Aside from planting the flag on Crimea for the first time since 2014 and killing a number of Russians, the mission proved to be a learning experience for the raiders as well, said Linko.
“Practical experiences are very important,” said Linko. “It's something which is very valuable for us to get because Ukraine had not performed such missions in the past, so we have to get this experience learn from it, and program our tactics.”
“We tried to practically assess, based on our experience, the equipment and the technical things we need to take with us and to apply during such operations,” he said.
Ukraine also learned about the vulnerabilities of defenses on Crimea.
“There were extensive distances and they cannot physically cover every single gap,” said Linko. “That is why there are these gaps and we proved that it was possible to go on shore and perform such missions.”
Catching Russians Off-Guard
As they got closer to the Crimean shoreline in the overnight hours between Oct. 4 and Oct. 5, the Stugna team cut their engines and tried to stay silent and motionless as two Russian patrol boats passed by.

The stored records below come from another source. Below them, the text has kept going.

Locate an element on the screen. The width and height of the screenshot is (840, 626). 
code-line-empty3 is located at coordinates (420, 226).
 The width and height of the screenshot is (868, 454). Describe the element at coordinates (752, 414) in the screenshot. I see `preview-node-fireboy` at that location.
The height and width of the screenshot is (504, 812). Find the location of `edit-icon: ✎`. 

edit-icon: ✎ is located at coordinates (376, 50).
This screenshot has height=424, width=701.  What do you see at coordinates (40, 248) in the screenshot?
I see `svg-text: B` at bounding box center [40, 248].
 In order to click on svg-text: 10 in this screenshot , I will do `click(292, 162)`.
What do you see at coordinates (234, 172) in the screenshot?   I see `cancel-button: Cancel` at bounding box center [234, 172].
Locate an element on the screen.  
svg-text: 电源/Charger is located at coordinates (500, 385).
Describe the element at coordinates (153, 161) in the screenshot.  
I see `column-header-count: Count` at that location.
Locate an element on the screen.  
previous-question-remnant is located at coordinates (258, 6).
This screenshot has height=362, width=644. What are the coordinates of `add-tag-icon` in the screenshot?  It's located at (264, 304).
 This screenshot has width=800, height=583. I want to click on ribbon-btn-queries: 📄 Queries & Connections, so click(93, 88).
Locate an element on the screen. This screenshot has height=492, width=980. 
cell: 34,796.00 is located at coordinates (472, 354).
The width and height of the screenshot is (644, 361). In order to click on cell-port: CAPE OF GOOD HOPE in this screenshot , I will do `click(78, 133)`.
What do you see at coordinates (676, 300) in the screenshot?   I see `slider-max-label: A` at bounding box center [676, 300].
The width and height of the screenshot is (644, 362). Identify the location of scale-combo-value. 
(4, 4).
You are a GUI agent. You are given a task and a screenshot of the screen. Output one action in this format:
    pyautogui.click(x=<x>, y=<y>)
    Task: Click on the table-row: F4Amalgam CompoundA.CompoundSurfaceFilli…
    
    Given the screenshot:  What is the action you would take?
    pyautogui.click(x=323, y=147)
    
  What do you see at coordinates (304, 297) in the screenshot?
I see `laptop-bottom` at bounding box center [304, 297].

Realizing they were unseen, the assault group “surfed past the boats and made it to shore,” said Linko.
The objective, he said, was a building along the Russian defensive lines.
“It wasn't an important building but it was the building where the Russian troops lived,” he said.
Once ashore, Stugna engaged in a fierce and swift battle with the Russians, who opened up on the raiders with machine guns and assault rifles.
“The Russians were firing chaotically,” said Linko.
It remains unknown how many Russians were killed in that raid, said Linko, but he knows there were some.
“We fired grenade launchers at the building and destroyed it,” he said. “That’s why we’re sure they had casualties.”
The rapid nature of the raid took the Russians by surprise, allowing for a safe departure, said Linko.
“They panicked and didn’t manage to cling on to us as we were retreating,” he said.
Once out on the water, the assault party knew it was being chased as they made their way back across the Black Sea to the waiting support vessels.
“We could hear on the radio and see on the radar that the Russians were trying to find us with the use of aircraft,” he said. “But on this particular mission, they didn’t manage to find us.”
Despite a video that emerged on social media purporting to show the capture of one of the raiders, Linko would say only that no one in the Stugna unit was killed, wounded or captured.
Several Stugna unit members, however, did have to seek medical treatment after the mission.
“I lost five kilograms (about 11 pounds) as a result of this mission,” said Leo, one of the men on the mission speaking on condition that we only use his call sign. “Several of my colleagues lost considerable weight because it was a rather harsh physical experience.”
This won’t be the last such raid, said Linko.
“We are confident we are going to have more and more ambitious goals and objectives of our missions,” he said.
The recent hurricane-like storm in the Black Sea, which damaged Russian defenses, could very well aid future missions, a GUR official told The War Zone Wednesday. You can read more about some of that damage, to Sevastopol Harbor defenses, in our story here.
"A reduction in mines and beach fortifications could reduce some of the dangers these men face," said the official, speaking on the condition of anonymity to discuss operational details.
We will be watching to see if Ukraine tries to take advantage of these new gaps in Russia's defenses and how successful they are should that happen.